AN: This fic is for Irish Luck, whose willingness to try her hand at non-linear storytelling (and the Hunger Games Universe) has challenged me to try something different as well.

This fic is rated T for violence and language.


The Truth

That's how Victor Victor Ivan Klerkov finds us. Me in bed, grumping, with Tasha Pushkina trying her best to console me and groom Cry baby both at the same time. He tuts upon entering the room, weathered face drawn into a deep frown under his bushy beard.

"Now is not the time for resting, Petra Angelovna." He corrects as curt as a schoolmaster. "Now is the time for action."

I sit up in bed. I can't help but notice Tasha's spine has gone rigid. But this is a moment between Tribute and Mentor, and years of training have shown her it's best not to interrupt. She continues babbling to Malcovitch, now bouncing on her knees as she tackles the underside of his tangled hair. "I don't understand," I hear myself say. "I never agreed to your terms."

"Of course your didn't!" He cries impatiently, slamming one raised fist into the palm of the other. "If you had, moya Petren'ka, I would have been considerably disappointed!"

I understand now. "It was a test." Again.

"Yes, Petra Angelovna, it was." He sighs. "This time, to you believe me?"

"I'm not sure I like you." I finally reply.

"And I am sure you do not need to." He continues with disdain. "I did not ask if you liked me, Petra Angelovna. I do not care. I want to know do you believe me? Will you let yourself win the Hunger Games?"

A long silence. "I'll try."

"Do, or do not," he warns me. "There is no try. Not here. Here there is only win, or die." You decide. "Now come," he orders with a flick of his wrist. "We have business to discuss."

Behind me, Xavier Malcovitch giggles shrilly at Tasha's continuous prattling. I feel her eyes bore through me, but I don't dare turn my back to say goodbye. It might be another test…and with Klerkov, I can't afford to fail.


"Shoulders back!" My reformed Mentor bellows, "Chest out! Walk like a champion!"

Right. Sure. Like tightening my ass and shoving my pectorals out is going to convince anyone that I actually have breasts. I don't look like a champion—I look like an imbecile. "I'm walking like an idiot."

"Petra Angelovna, that you are far from," he corrects both me and my posture sternly. "Our friend Mr. Malcovitch, however, I am not so sure."

"Look, Klerkov, I'm ugly. The world knows it. Why the hell do you want to make me strut?" All of Panem saw me board that train. There'll be no fooling them now.

"Because, because, because, moya Petren'ka," he lays his hairy, bearish hands on my shoulders, gripping tightly, "because Victor Ivan Klerkov knows you are a champion, but to the world that does not matter. What matters is that you look it. Act it. And most importantly that they see it. You must fool the world into seeing you for what you really are." He enunciates carefully. "This will be your hardest task. They must see the truth within the lie."

I've sold Klerkov on my capacity to win the Games by being myself. Now I have to pretend to be me to convince the sodden idiots of the Capitol. For a Victor with a shitty record of losses, he's sharp. Smart. Victor Ivan Klerkov, you bastard. You could have saved any one of those Tributes if you'd really tried-!

...That realization comes with a bitter, bilious feeling rising in my throat. I chew my tongue. "What about Malcovitch?"

"What about Malcovitch?" He asks coolly, one eyebrow arched. "My job is a to train a champion, not play nursemaid to a little boy."

"So you're just going to let him die." I say. Like you did all the others, all those risky investments you never gave a chance...

"And that makes me a monster?" Klerkov chuckles, releasing me. "Good heavens. You were the one who was going to kill him."

There is no answer to that question. Either way, I'm damned. "He doesn't deserve to suffer."

"Few do, Petra Angelovna," my Mentor shrugs, but his large shoulders are weighted with the sadness of seventy-one—now seventy-two—deaths, even if his deep voice doesn't betray so much as a tremble. "Few do."


AN: For Victor Ivan Klerkov to have won his Games, he had to outlive 23 people. Since he is currently District 6's only living Victor, and stated that he has used his 'test' for 24 years, he has watched the deaths of 48 Tributes from his District. That adds up to 71. Xavier Malcovitch's demise will be 72.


◆ Your instructions
Could you filter the records below and keep only the lines with the word "cecum"?

◆ Extracted records
• • • • • • •

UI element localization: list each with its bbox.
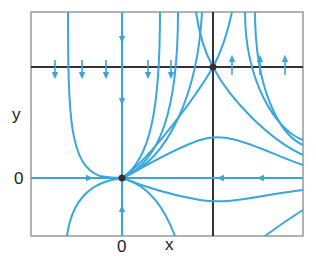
phase-portrait	[0, 0, 316, 264]
equilibrium-saddle	[210, 64, 217, 71]
traj-left-upper	[68, 12, 122, 178]
traj-left-lower	[67, 178, 122, 236]
trajectories	[31, 12, 303, 236]
traj-top-1	[122, 12, 160, 178]
equilibrium-origin	[119, 175, 126, 182]
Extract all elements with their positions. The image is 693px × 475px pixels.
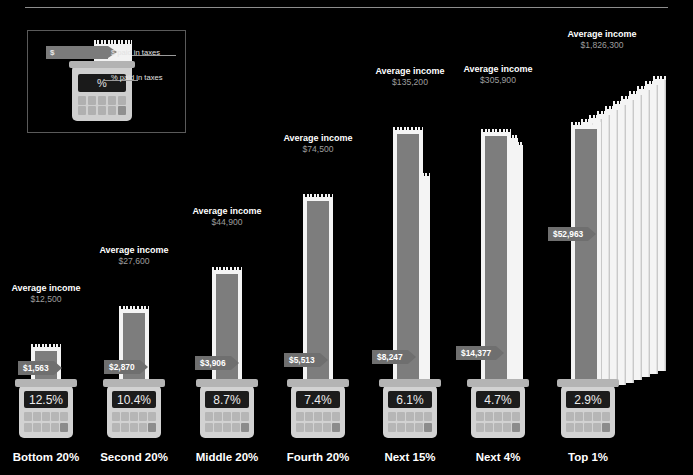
calculator-keypad (388, 412, 432, 432)
income-callout: Average income $27,600 (91, 244, 177, 267)
calculator-keypad (296, 412, 340, 432)
calculator-display: 7.4% (296, 391, 340, 408)
income-label: Average income (275, 132, 361, 144)
category-label: Bottom 20% (3, 451, 89, 463)
tax-amount-tag: $52,963 (548, 227, 588, 241)
category-label: Top 1% (545, 451, 631, 463)
calculator-shelf (287, 379, 349, 387)
calculator-shelf (379, 379, 441, 387)
receipt-perforation (119, 306, 149, 310)
category-label: Next 15% (367, 451, 453, 463)
legend-label-dollar: $ paid in taxes (111, 48, 160, 57)
calculator-shelf (103, 379, 165, 387)
calculator-base: 2.9% (561, 385, 615, 438)
calculator-shelf (15, 379, 77, 387)
income-label: Average income (367, 65, 453, 77)
receipt-perforation (393, 127, 423, 131)
calculator-keypad (476, 412, 520, 432)
calculator-display: 6.1% (388, 391, 432, 408)
tax-rate-value: 6.1% (396, 393, 423, 407)
calculator-base: 8.7% (200, 385, 254, 438)
tax-rate-value: 8.7% (213, 393, 240, 407)
income-value: $135,200 (367, 77, 453, 88)
income-value: $44,900 (184, 217, 270, 228)
calculator-display: 4.7% (476, 391, 520, 408)
tax-amount-value: $8,247 (377, 350, 403, 364)
calculator-keypad (112, 412, 156, 432)
tax-amount-value: $1,563 (23, 361, 49, 375)
tax-amount-value: $3,906 (200, 356, 226, 370)
income-callout: Average income $305,900 (455, 63, 541, 86)
calculator-display: 10.4% (112, 391, 156, 408)
receipt-fill (216, 274, 238, 391)
income-callout: Average income $44,900 (184, 205, 270, 228)
tax-amount-tag: $2,870 (104, 360, 140, 374)
tax-rate-value: 2.9% (574, 393, 601, 407)
tax-amount-value: $5,513 (289, 353, 315, 367)
tax-amount-tag: $8,247 (372, 350, 408, 364)
calculator-base: 10.4% (107, 385, 161, 438)
income-label: Average income (3, 282, 89, 294)
calculator-base: 6.1% (383, 385, 437, 438)
calculator-keypad (24, 412, 68, 432)
receipt-tape (212, 270, 242, 391)
tax-rate-value: 7.4% (304, 393, 331, 407)
income-callout: Average income $1,826,300 (559, 28, 645, 51)
legend-dollar-glyph: $ (50, 48, 54, 57)
legend-panel: $ % $ paid in taxes % paid in taxes (27, 30, 186, 133)
income-value: $12,500 (3, 294, 89, 305)
tax-amount-value: $14,377 (461, 346, 491, 360)
category-label: Second 20% (91, 451, 177, 463)
income-callout: Average income $135,200 (367, 65, 453, 88)
income-value: $27,600 (91, 256, 177, 267)
income-value: $1,826,300 (559, 40, 645, 51)
receipt-perforation (31, 344, 61, 348)
tax-rate-value: 10.4% (117, 393, 151, 407)
category-label: Fourth 20% (275, 451, 361, 463)
tax-amount-value: $52,963 (553, 227, 583, 241)
tax-amount-tag: $3,906 (195, 356, 231, 370)
income-value: $74,500 (275, 144, 361, 155)
calculator-shelf (196, 379, 258, 387)
income-label: Average income (559, 28, 645, 40)
infographic-canvas: $ % $ paid in taxes % paid in taxes Aver… (0, 0, 693, 475)
receipt-perforation (481, 129, 511, 133)
calculator-shelf (467, 379, 529, 387)
calculator-keypad (205, 412, 249, 432)
calculator-display: 2.9% (566, 391, 610, 408)
legend-label-percent: % paid in taxes (111, 73, 163, 82)
tax-amount-value: $2,870 (109, 360, 135, 374)
legend-dollar-slip-icon (46, 46, 108, 59)
income-label: Average income (184, 205, 270, 217)
income-callout: Average income $74,500 (275, 132, 361, 155)
calculator-shelf (557, 379, 619, 387)
income-label: Average income (91, 244, 177, 256)
category-label: Middle 20% (184, 451, 270, 463)
calculator-base: 7.4% (291, 385, 345, 438)
receipt-perforation (303, 194, 333, 198)
receipt-perforation (571, 122, 601, 126)
receipt-fill (575, 129, 597, 391)
receipt-tape (571, 125, 601, 391)
legend-calculator-keypad (78, 96, 126, 115)
legend-percent-glyph: % (97, 77, 107, 89)
income-label: Average income (455, 63, 541, 75)
top-divider-rule (25, 7, 668, 8)
tax-amount-tag: $1,563 (18, 361, 54, 375)
income-value: $305,900 (455, 75, 541, 86)
calculator-base: 12.5% (19, 385, 73, 438)
tax-amount-tag: $5,513 (284, 353, 320, 367)
receipt-perforation (212, 267, 242, 271)
tax-rate-value: 12.5% (29, 393, 63, 407)
category-label: Next 4% (455, 451, 541, 463)
calculator-keypad (566, 412, 610, 432)
receipt-perforation (94, 40, 132, 44)
tax-rate-value: 4.7% (484, 393, 511, 407)
tax-amount-tag: $14,377 (456, 346, 496, 360)
calculator-shelf (69, 61, 135, 68)
calculator-display: 8.7% (205, 391, 249, 408)
calculator-display: 12.5% (24, 391, 68, 408)
calculator-base: 4.7% (471, 385, 525, 438)
income-callout: Average income $12,500 (3, 282, 89, 305)
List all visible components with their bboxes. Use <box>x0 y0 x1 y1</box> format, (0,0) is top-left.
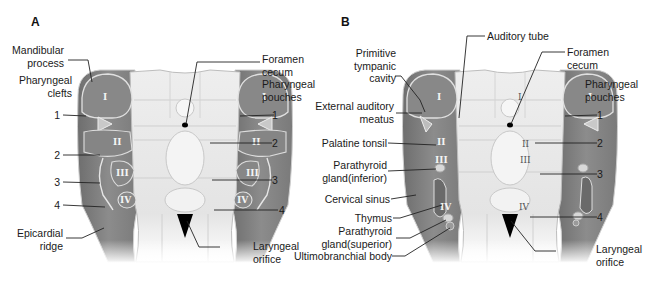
panel-b-letter: B <box>341 15 350 29</box>
label-palatine-tonsil: Palatine tonsil <box>322 137 387 150</box>
label-pharyngeal-clefts: Pharyngeal clefts <box>19 74 72 99</box>
label-cervical-sinus: Cervical sinus <box>325 193 390 206</box>
label-b-pharyngeal-pouches: Pharyngeal pouches <box>585 78 638 103</box>
label-external-auditory-meatus: External auditory meatus <box>315 100 394 125</box>
svg-text:III: III <box>520 155 531 165</box>
label-a-right-1: 1 <box>272 109 278 122</box>
label-b-right-3: 3 <box>597 168 603 181</box>
svg-text:II: II <box>252 137 260 147</box>
label-b-right-4: 4 <box>597 211 603 224</box>
label-epicardial-ridge: Epicardial ridge <box>17 227 63 252</box>
svg-text:I: I <box>437 92 441 102</box>
svg-text:I: I <box>103 92 107 102</box>
label-b-laryngeal-orifice: Laryngeal orifice <box>596 243 642 268</box>
pharyngeal-arches-figure: I I II II III III IV IV <box>0 0 650 282</box>
label-b-foramen-cecum: Foramen cecum <box>567 46 609 71</box>
svg-text:II: II <box>113 137 121 147</box>
label-parathyroid-superior: Parathyroid gland(superior) <box>321 225 392 250</box>
svg-text:IV: IV <box>440 202 452 212</box>
svg-text:III: III <box>435 155 448 165</box>
label-a-left-3: 3 <box>54 176 60 189</box>
label-a-left-4: 4 <box>54 199 60 212</box>
label-b-right-2: 2 <box>597 137 603 150</box>
label-a-pharyngeal-pouches: Pharyngeal pouches <box>262 78 315 103</box>
svg-text:II: II <box>437 137 445 147</box>
label-ultimobranchial-body: Ultimobranchial body <box>294 250 392 263</box>
panel-a-letter: A <box>31 15 40 29</box>
label-a-left-1: 1 <box>54 109 60 122</box>
svg-text:II: II <box>522 139 530 149</box>
label-auditory-tube: Auditory tube <box>487 30 549 43</box>
label-parathyroid-inferior: Parathyroid gland(inferior) <box>322 159 387 184</box>
svg-text:III: III <box>246 168 259 178</box>
svg-text:III: III <box>116 168 129 178</box>
label-thymus: Thymus <box>355 212 392 225</box>
label-mandibular-process: Mandibular process <box>12 44 64 69</box>
label-b-right-1: 1 <box>597 109 603 122</box>
svg-text:IV: IV <box>120 195 132 205</box>
label-a-right-4: 4 <box>279 204 285 217</box>
label-primitive-tympanic-cavity: Primitive tympanic cavity <box>354 47 396 85</box>
label-a-left-2: 2 <box>54 149 60 162</box>
svg-text:IV: IV <box>237 195 249 205</box>
label-a-right-2: 2 <box>272 137 278 150</box>
label-a-laryngeal-orifice: Laryngeal orifice <box>253 240 299 265</box>
label-a-foramen-cecum: Foramen cecum <box>262 53 304 78</box>
svg-text:IV: IV <box>519 202 530 212</box>
label-a-right-3: 3 <box>272 174 278 187</box>
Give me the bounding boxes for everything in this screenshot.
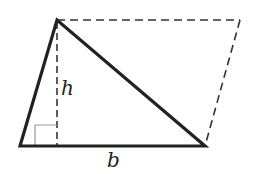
triangle-area-diagram: h b [0,0,257,174]
right-angle-marker [35,125,57,146]
triangle [20,20,205,146]
height-label: h [61,76,74,100]
parallelogram-right-edge [205,20,240,146]
base-label: b [107,148,120,172]
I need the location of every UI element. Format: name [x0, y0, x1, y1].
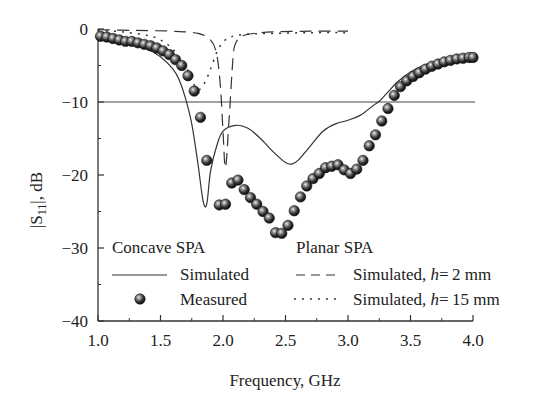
- y-axis-label-text: |S11|, dB: [27, 172, 49, 228]
- x-tick-label: 2.5: [275, 331, 296, 350]
- data-point: [377, 116, 387, 126]
- series-layer: [95, 30, 478, 239]
- x-tick-label: 2.0: [212, 331, 233, 350]
- data-point: [202, 155, 212, 165]
- data-point: [364, 141, 374, 151]
- y-tick-label: −40: [61, 312, 88, 331]
- data-point: [389, 90, 399, 100]
- data-point: [177, 60, 187, 70]
- x-axis-label: Frequency, GHz: [229, 371, 341, 390]
- y-tick-label: −30: [61, 239, 88, 258]
- data-point: [289, 206, 299, 216]
- legend-group-title: Planar SPA: [296, 238, 374, 257]
- x-tick-label: 3.5: [400, 331, 421, 350]
- x-tick-label: 1.0: [87, 331, 108, 350]
- data-point: [468, 52, 478, 62]
- measured-markers: [95, 31, 478, 239]
- y-tick-label: 0: [80, 20, 89, 39]
- y-tick-label: −20: [61, 166, 88, 185]
- x-tick-label: 1.5: [150, 331, 171, 350]
- legend-label: Measured: [180, 290, 248, 309]
- s11-chart: 0−10−20−30−401.01.52.02.53.03.54.0 |S11|…: [0, 0, 559, 401]
- data-point: [264, 213, 274, 223]
- legend-marker-swatch: [135, 294, 145, 304]
- concave-simulated-line: [98, 36, 473, 207]
- legend: Concave SPASimulatedMeasuredPlanar SPASi…: [112, 238, 500, 309]
- legend-label: Simulated: [180, 265, 249, 284]
- x-tick-label: 3.0: [337, 331, 358, 350]
- legend-label: Simulated, h= 15 mm: [353, 290, 500, 309]
- data-point: [358, 155, 368, 165]
- data-point: [295, 192, 305, 202]
- data-point: [370, 130, 380, 140]
- legend-group-title: Concave SPA: [112, 238, 206, 257]
- data-point: [220, 199, 230, 209]
- data-point: [383, 103, 393, 113]
- data-point: [233, 175, 243, 185]
- data-point: [189, 86, 199, 96]
- planar-h2mm-line: [98, 30, 348, 168]
- y-tick-label: −10: [61, 93, 88, 112]
- data-point: [183, 71, 193, 81]
- data-point: [195, 112, 205, 122]
- y-axis-label: |S11|, dB: [27, 172, 49, 228]
- legend-label: Simulated, h= 2 mm: [353, 265, 491, 284]
- x-tick-label: 4.0: [462, 331, 483, 350]
- data-point: [283, 220, 293, 230]
- data-point: [352, 164, 362, 174]
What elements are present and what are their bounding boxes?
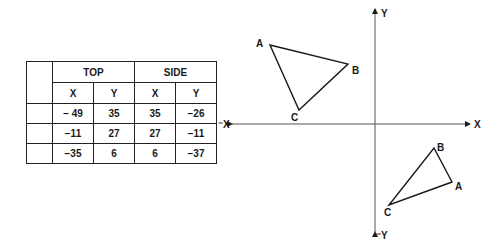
- side-vertex-b-label: B: [437, 142, 444, 153]
- top-vertex-b-label: B: [352, 65, 359, 76]
- side-vertex-a-label: A: [455, 181, 462, 192]
- top-vertex-c-label: C: [291, 112, 298, 123]
- side-view-triangle: [389, 148, 452, 205]
- top-vertex-a-label: A: [256, 38, 263, 49]
- y-positive-label: Y: [381, 8, 388, 19]
- x-positive-label: X: [474, 119, 481, 130]
- coordinate-plane: X ⁻X Y ⁻Y A B C A B C: [0, 0, 492, 241]
- x-negative-label: ⁻X: [218, 119, 230, 130]
- top-view-triangle: [270, 45, 348, 110]
- y-negative-label: ⁻Y: [376, 230, 388, 241]
- side-vertex-c-label: C: [384, 207, 391, 218]
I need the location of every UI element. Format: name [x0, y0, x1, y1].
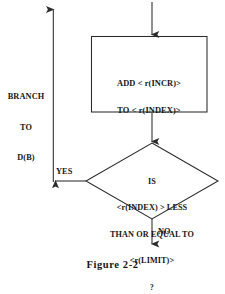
process-line-1: ADD < r(INCR)>: [91, 79, 207, 88]
no-edge-label: NO: [158, 228, 182, 237]
branch-label-line-3: D(B): [2, 153, 50, 163]
decision-line-1: IS: [80, 178, 224, 187]
process-line-2: TO < r(INDEX)>: [91, 106, 207, 115]
branch-label-line-2: TO: [2, 123, 50, 133]
yes-edge-label: YES: [56, 168, 84, 177]
branch-target-label: BRANCH TO D(B): [2, 72, 50, 183]
decision-diamond-text: IS <r(INDEX) > LESS THAN OR EQUAL TO <r(…: [80, 160, 224, 294]
decision-line-5: ?: [80, 284, 224, 292]
figure-caption: Figure 2-2: [0, 259, 225, 270]
decision-line-2: <r(INDEX) > LESS: [80, 204, 224, 213]
process-box-text: ADD < r(INCR)> TO < r(INDEX)>: [91, 61, 207, 134]
decision-line-3: THAN OR EQUAL TO: [80, 231, 224, 240]
branch-label-line-1: BRANCH: [2, 92, 50, 102]
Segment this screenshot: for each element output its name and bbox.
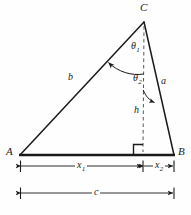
side-label-a: a [161, 76, 166, 86]
angle-label-theta-1: θ1 [131, 41, 139, 51]
theta-2-arc [143, 90, 154, 103]
dim-x1-glyph: x [77, 159, 81, 170]
angle-label-theta-2: θ2 [133, 73, 141, 83]
altitude-dashed-line [143, 26, 144, 152]
right-angle-marker [134, 145, 144, 155]
theta-2-subscript: 2 [138, 78, 142, 86]
theta-1-subscript: 1 [136, 46, 140, 54]
side-b-line [20, 22, 144, 155]
dim-c-glyph: c [94, 186, 98, 197]
vertex-label-B: B [178, 146, 185, 157]
diagram-canvas [0, 0, 191, 215]
geometry-figure: C A B b a h θ1 θ2 x1 x2 c [0, 0, 191, 215]
dim-label-x2: x2 [153, 160, 165, 170]
altitude-label-h: h [134, 105, 139, 115]
vertex-label-C: C [140, 2, 147, 13]
side-label-b: b [68, 72, 73, 82]
dim-x1-subscript: 1 [82, 165, 86, 173]
dim-x2-glyph: x [155, 159, 159, 170]
dim-x2-subscript: 2 [160, 165, 164, 173]
side-a-line [144, 22, 174, 155]
vertex-label-A: A [6, 146, 13, 157]
dim-label-c: c [92, 187, 100, 197]
dim-label-x1: x1 [75, 160, 87, 170]
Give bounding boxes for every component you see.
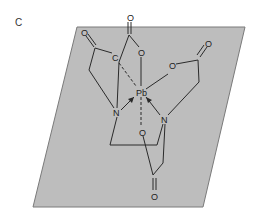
atom-o-left: C: [112, 53, 119, 63]
atom-o-left-carbonyl: O: [81, 28, 88, 38]
atom-o-top: O: [138, 48, 145, 58]
atom-o-bottom: O: [139, 128, 146, 138]
atom-pb: Pb: [136, 88, 147, 98]
atom-o-bottom-carbonyl: O: [151, 192, 158, 202]
atom-n-right: N: [161, 115, 168, 125]
atom-n-left: N: [113, 108, 120, 118]
chemical-structure-diagram: Pb N N O O O O O C O O: [0, 0, 261, 222]
atom-o-right-carbonyl: O: [205, 39, 212, 49]
atom-o-right: O: [169, 61, 176, 71]
atom-o-top-carbonyl: O: [127, 13, 134, 23]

• • • • • • •

◆ Result
label-b-foramen-cecum: Foramen cecum <box>567 46 609 71</box>
label-a-foramen-cecum: Foramen cecum <box>262 53 304 78</box>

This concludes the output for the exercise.